The Loadstone,
or Magnetic Iron-ore, is a compound of Protoxide and Peroxide of Iron.
It is black, heavy, and compact; sufficiently hard to take a good
polish, which gives the surface a metallic lustre, like iron polished
with black lead. Pliny (xxxvi. 25), on the authority of Nicander,
states that the Magnet took its name from the herdsman who first
discovered it in Mount Ida, by its attracting the nails in his soles,
and the ferule of his staff, as he walked over the bed.

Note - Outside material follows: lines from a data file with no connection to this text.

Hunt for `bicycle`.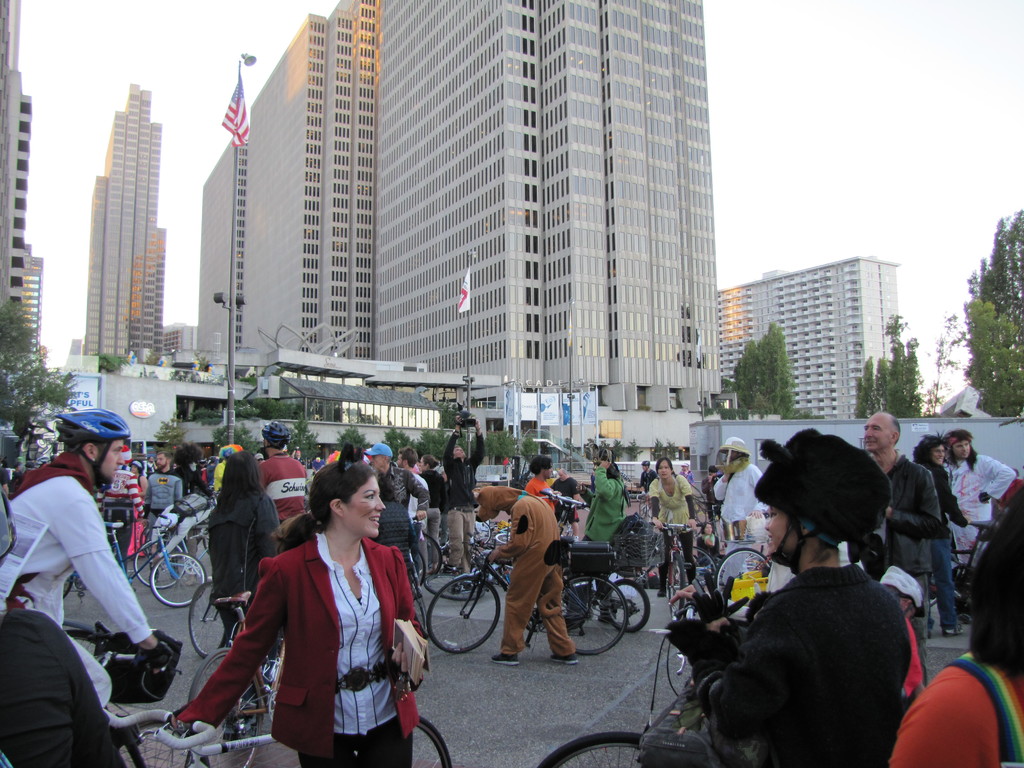
Hunted down at region(722, 543, 771, 609).
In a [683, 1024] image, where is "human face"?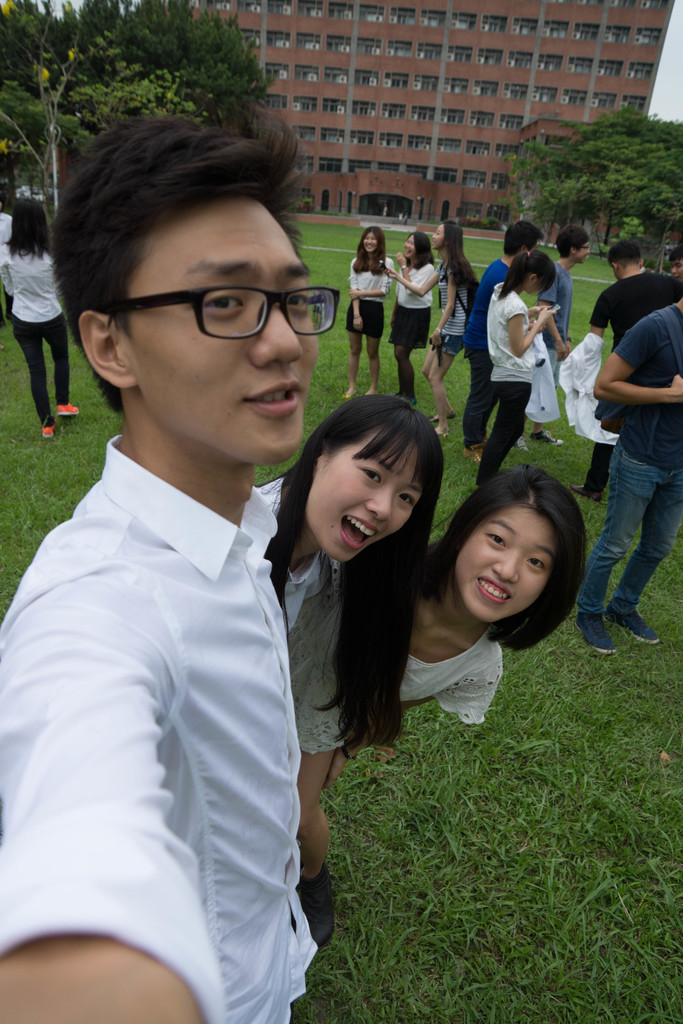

Pliny notices
the great abundance of it in Spain ; in fact, the richest iron-mines at
present worked, those of Elba and Sweden, consist entirely of Magnetic
ore.
Sotacus
divided it into five species : the Ethiopian, the best, and sold for
its weight in silver ; the second, found in Magnesia of Macedonia ; the
third, in Hyettus of Boeotia, redder in appearance than the second ;
the fourth, in Alexandria Troas ; the fifth, in Magnesia of Asia, which
was the worst of all, being white and like a pumice-stone.* That of the
Troas was black and but feebly attractive, and was therefore considered
the female of the species. It had been observed that the blacker the
colour (i. e. possessing
*
Which two qualities are a sufficient proof that this mineral was no
Magnet at all, but merely had been confounded with it by impractical
describers in virtue of the similarity of the name. It was a stone of
which Theophrastus (quoted below) has taken notice.